Anytime a new horror movie comes out, horror fans and critics trip over themselves to call it the scariest movie since Hereditary, which was the scariest movie since Paranormal Activity, which was the scariest since The Blair Witch Project, which was the scariest since The Exorcist, and so on in an endless horror ouroboros of escalating hype. Well, Undertone, a possession movie about paranormal podcast hosts who stumble upon a ten-part series of increasingly cursed audio clips, is actually, hyperbole aside, the scariest movie in quite some time. It earns that title not with jump scares or gore, but with an impressively economical command of its audience’s every sense. Writer-director Ian Tucson sets his hooks early, relying on restraint, minimalism, and some of the best sound design in the genre to ratchet tension from subtle unease to full-body chill.
Evy (Nina Kiri), the skeptical half of the popular paranormal podcast The Undertone, finds comfort in the rational. Case after case, she remains the intellectually minded pragmatist. Everything has a logical explanation. Which is why her mother’s slow death feels so impossible to intellectualize. She tells her London-based cohost Justin (Adam DiMarco, channeling strong Aaron Mahnke-from-Lore energy, and only heard, never seen) that their weekly recordings are the only thing keeping her sane. Her life at home, caring for her dying mother, is defined by a grim kind of structure. She’s isolated and alone, entombed in the childhood home that once held love, prayer, and children’s songs. That same house becomes the film’s only location. What was once a nest becomes a tomb. And those children’s songs are twisted and corrupted, laced with hidden messages and demonic incantations, echoing through the walls.
As Evy and Justin record their newest episode, responding in mic’d up real time to the mysterious audio files sent to them, they get to know the voices on the tape: Mike and Jessa, a married couple expecting a child. When Jessa starts talking in her sleep, Mike starts recording. What begins as harmless somniloquy turns sinister quickly. As the podcast hosts go deeper into the recordings, they unearth a folklore buried inside innocuous-sounding children’s songs. Played in reverse, they contain sinister commands and eerie warnings. Something ancient. Wicked. Threaded through time.
And through all of this, we really only spend time with Evy. Aside from her comatose mother upstairs, she’s the only onscreen character. She never even leaves the house. Even the one time she does, the film cuts around it. We never see the outdoors. That decision intensifies the claustrophobia. The walls are closing in, and the camera never lets you forget it. It’s frankly incredible what they’re able to pull off with so little. A single location, mostly a single room, only two onscreen characters, and a mythos carried almost entirely by sound design.
The sound design is everything here. It is immersive, layered with found audio and intimate headset listening. You feel it in your spine. It is overwhelming in the best way and also does the heavy lifting of propelling the plot forward. It is not just window dressing. It is the story. It is integrated beautifully and stands out even in a genre that often thrives in this territory.
Kiri is an absolute find, delivering a nervy performance that blends horror and grief with total control. She is electrifying even in stillness. As the only face onscreen for most of the runtime, she often isn’t doing much, just listening and reacting, but she becomes the axis around which the whole film spins. She brings a sort of calibrated stillness when needed, cooling the room so the heat has somewhere to go once things begin to boil. When she finally starts to believe in what she’s hearing, it lands with real weight.
The direction is immaculate. It plays with negative space and shadows and uses genre tropes just enough to nod at them without ever slipping into smugness. It is meta without being self-congratulatory. This is the kind of horror that earns a few nervous laughs as release valves but remains relentlessly suspenseful and, at times, genuinely terrifying. I honestly cannot remember the last time I got this many chills in a theater, Undertone operating on the same scare frequency as Hereditary or the original Conjuring. All atmosphere, dread, and the slow unfurling of something ancient and awful. Watch this with the best sound system you can find and prepare to be thoroughly terrified.
CONCLUSION: A masterfully assembled nightmare of all-encompassing horror, Ian Tucson’s ‘Undertone‘ is as immersive as it is bone chilling, featuring truly elite sound design.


▸ EXERCISE INSTRUCTIONS
Write out each line of the material exactly as given, and drop the images.

+++++

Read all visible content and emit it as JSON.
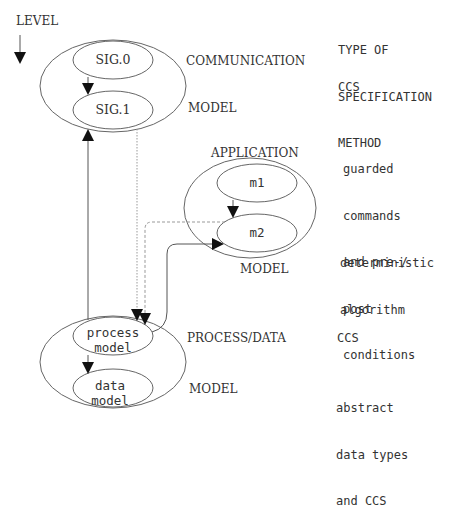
{
  "diagram": {
    "level_label": "LEVEL",
    "spec_header": [
      "TYPE OF",
      "SPECIFICATION",
      "METHOD"
    ],
    "levels": [
      {
        "name_line1": "COMMUNICATION",
        "name_line2": "MODEL",
        "spec_method": [
          "CCS"
        ],
        "nodes": [
          "SIG.0",
          "SIG.1"
        ]
      },
      {
        "name_line1": "APPLICATION",
        "name_line2": "MODEL",
        "spec_method_top": [
          "guarded",
          "commands",
          "and pre-/",
          "post",
          "conditions"
        ],
        "spec_method_bottom": [
          "deterministic",
          "algorithm"
        ],
        "nodes": [
          "m1",
          "m2"
        ]
      },
      {
        "name_line1": "PROCESS/DATA",
        "name_line2": "MODEL",
        "spec_method_top": [
          "CCS"
        ],
        "spec_method_bottom": [
          "abstract",
          "data types",
          "and CCS"
        ],
        "nodes": [
          {
            "line1": "process",
            "line2": "model"
          },
          {
            "line1": "data",
            "line2": "model"
          }
        ]
      }
    ],
    "colors": {
      "line": "#555555",
      "dotted": "#999999",
      "text": "#333333"
    }
  }
}
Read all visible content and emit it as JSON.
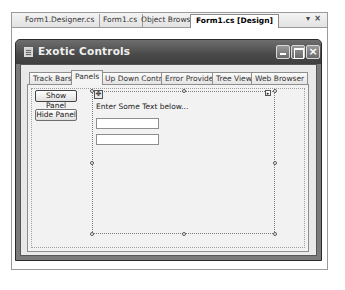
{
  "document_tabs": [
    {
      "label": "Form1.Designer.cs",
      "active": false
    },
    {
      "label": "Form1.cs",
      "active": false
    },
    {
      "label": "Object Browser",
      "active": false
    },
    {
      "label": "Form1.cs [Design]",
      "active": true
    }
  ],
  "document_controls": {
    "dropdown": "▾",
    "close": "×"
  },
  "form": {
    "title": "Exotic Controls",
    "buttons": {
      "minimize": "_",
      "maximize": "□",
      "close": "×"
    }
  },
  "tab_control": {
    "tabs": [
      {
        "label": "Track Bars",
        "active": false
      },
      {
        "label": "Panels",
        "active": true
      },
      {
        "label": "Up Down Controls",
        "active": false
      },
      {
        "label": "Error Provider",
        "active": false
      },
      {
        "label": "Tree View",
        "active": false
      },
      {
        "label": "Web Browser",
        "active": false
      }
    ]
  },
  "panels_page": {
    "show_panel_button": "Show Panel",
    "hide_panel_button": "Hide Panel",
    "panel": {
      "label": "Enter Some Text below...",
      "textbox1_value": "",
      "textbox2_value": "",
      "move_glyph": "✥",
      "smart_tag": "▸"
    }
  }
}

+++++

▸ ANSWER TO THIS TASK
Read all visible content and emit it as JSON.
{
  "diagram": {
    "level_label": "LEVEL",
    "spec_header": [
      "TYPE OF",
      "SPECIFICATION",
      "METHOD"
    ],
    "levels": [
      {
        "name_line1": "COMMUNICATION",
        "name_line2": "MODEL",
        "spec_method": [
          "CCS"
        ],
        "nodes": [
          "SIG.0",
          "SIG.1"
        ]
      },
      {
        "name_line1": "APPLICATION",
        "name_line2": "MODEL",
        "spec_method_top": [
          "guarded",
          "commands",
          "and pre-/",
          "post",
          "conditions"
        ],
        "spec_method_bottom": [
          "deterministic",
          "algorithm"
        ],
        "nodes": [
          "m1",
          "m2"
        ]
      },
      {
        "name_line1": "PROCESS/DATA",
        "name_line2": "MODEL",
        "spec_method_top": [
          "CCS"
        ],
        "spec_method_bottom": [
          "abstract",
          "data types",
          "and CCS"
        ],
        "nodes": [
          {
            "line1": "process",
            "line2": "model"
          },
          {
            "line1": "data",
            "line2": "model"
          }
        ]
      }
    ],
    "colors": {
      "line": "#555555",
      "dotted": "#999999",
      "text": "#333333"
    }
  }
}
Read all visible content and emit it as JSON.
{
  "document_tabs": [
    {
      "label": "Form1.Designer.cs",
      "active": false
    },
    {
      "label": "Form1.cs",
      "active": false
    },
    {
      "label": "Object Browser",
      "active": false
    },
    {
      "label": "Form1.cs [Design]",
      "active": true
    }
  ],
  "document_controls": {
    "dropdown": "▾",
    "close": "×"
  },
  "form": {
    "title": "Exotic Controls",
    "buttons": {
      "minimize": "_",
      "maximize": "□",
      "close": "×"
    }
  },
  "tab_control": {
    "tabs": [
      {
        "label": "Track Bars",
        "active": false
      },
      {
        "label": "Panels",
        "active": true
      },
      {
        "label": "Up Down Controls",
        "active": false
      },
      {
        "label": "Error Provider",
        "active": false
      },
      {
        "label": "Tree View",
        "active": false
      },
      {
        "label": "Web Browser",
        "active": false
      }
    ]
  },
  "panels_page": {
    "show_panel_button": "Show Panel",
    "hide_panel_button": "Hide Panel",
    "panel": {
      "label": "Enter Some Text below...",
      "textbox1_value": "",
      "textbox2_value": "",
      "move_glyph": "✥",
      "smart_tag": "▸"
    }
  }
}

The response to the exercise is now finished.